Arteriolosclerotic cerebral small vessel disease (cSVD) is a leading cause of stroke and dementia, yet no disease-modifying therapies exist. Anti-inflammatory strategies targeting IL- 6 signaling have shown efficacy in preventing atherosclerotic cardiovascular disease, but their potential in arteriolosclerotic cSVD remains unexplored.

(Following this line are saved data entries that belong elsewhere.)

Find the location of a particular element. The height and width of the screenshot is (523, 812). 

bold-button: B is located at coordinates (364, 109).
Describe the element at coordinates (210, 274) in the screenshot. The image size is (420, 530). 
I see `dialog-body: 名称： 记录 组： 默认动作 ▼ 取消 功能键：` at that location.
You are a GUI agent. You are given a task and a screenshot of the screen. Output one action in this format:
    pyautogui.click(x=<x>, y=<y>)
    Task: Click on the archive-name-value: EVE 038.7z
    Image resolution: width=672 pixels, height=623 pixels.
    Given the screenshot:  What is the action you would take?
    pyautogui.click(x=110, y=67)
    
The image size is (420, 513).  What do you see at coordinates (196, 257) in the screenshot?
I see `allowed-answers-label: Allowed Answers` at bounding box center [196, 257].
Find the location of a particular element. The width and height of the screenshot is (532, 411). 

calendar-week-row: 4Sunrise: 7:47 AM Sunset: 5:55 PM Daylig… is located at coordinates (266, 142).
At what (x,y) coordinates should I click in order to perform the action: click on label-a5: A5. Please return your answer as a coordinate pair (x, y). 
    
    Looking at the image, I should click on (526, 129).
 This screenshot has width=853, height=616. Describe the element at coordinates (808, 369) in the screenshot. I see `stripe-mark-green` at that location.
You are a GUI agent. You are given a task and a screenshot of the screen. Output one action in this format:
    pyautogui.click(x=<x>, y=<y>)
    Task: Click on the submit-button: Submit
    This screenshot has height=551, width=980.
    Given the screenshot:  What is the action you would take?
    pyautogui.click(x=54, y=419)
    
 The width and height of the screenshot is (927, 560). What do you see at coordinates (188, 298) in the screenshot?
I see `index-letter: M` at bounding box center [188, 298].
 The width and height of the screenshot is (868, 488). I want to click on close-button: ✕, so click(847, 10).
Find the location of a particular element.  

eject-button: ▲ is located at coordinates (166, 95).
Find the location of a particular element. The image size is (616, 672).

We investigated whether genetically downregulated IL-6 signaling is associated with clinical, imaging, and pathological manifestations of arteriolosclerotic cSVD.

Methods

We applied two-sample Mendelian randomization (MR) using (i) 26 genetic variants near IL6R associated with circulating C-reactive protein (CRP) levels and (ii) rs2228145, a well- characterized IL6R missense variant, as proxies of IL-6 signaling downregulation. Outcomes included clinical (small-vessel stroke, MRI-defined lacunar stroke, non-lobar intracerebral hemorrhage [ICH], vascular dementia), imaging (white matter hyperintensity volume, extensive basal ganglia perivascular space, non-lobar/mixed cerebral microbleeds), and pathological (arteriolosclerosis burden in autopsy) traits of cSVD, as well as atherosclerosis traits (ultrasound- defined carotid plaque, large artery stroke) as positive controls. We used inverse-variance weighting and the Wald ratio estimator for primary analyses. MR-Egger regression, weighted median, and weighted mode estimators were used as sensitivity analyses.

Results

Genetically downregulated IL-6 signaling (30%-decrement in CRP via 26 IL6R variants) was not associated with small-vessel stroke (OR: 1.02, 95%CI: 0.95–1.10), MRI-confirmed lacunar stroke (OR: 0.95, [0.81–1.11]), non-lobar ICH (OR: 1.04, [0.72–1.50]), or vascular dementia (OR: 1.09, [0.95–1.25]). Similarly, we found no significant association with cSVD imaging biomarkers or pathology-defined arteriolosclerosis. As expected, genetically downregulated IL-6 signaling was associated with lower odds of large artery stroke (OR: 0.79, [0.74-0.84]) and carotid plaque (OR: 0.88, [0.83–0.94]). Results were consistent across sensitivity analyses and when using the rs2228145 missense variant to proxy IL-6 signaling downregulation.

Conclusion

Genetically proxied IL-6 signaling downregulation is not associated with clinical, imaging or pathological manifestations of arteriolosclerotic cSVD. Therefore, genetic data suggest that targeting IL-6 signaling is unlikely to prevent cSVD manifestations.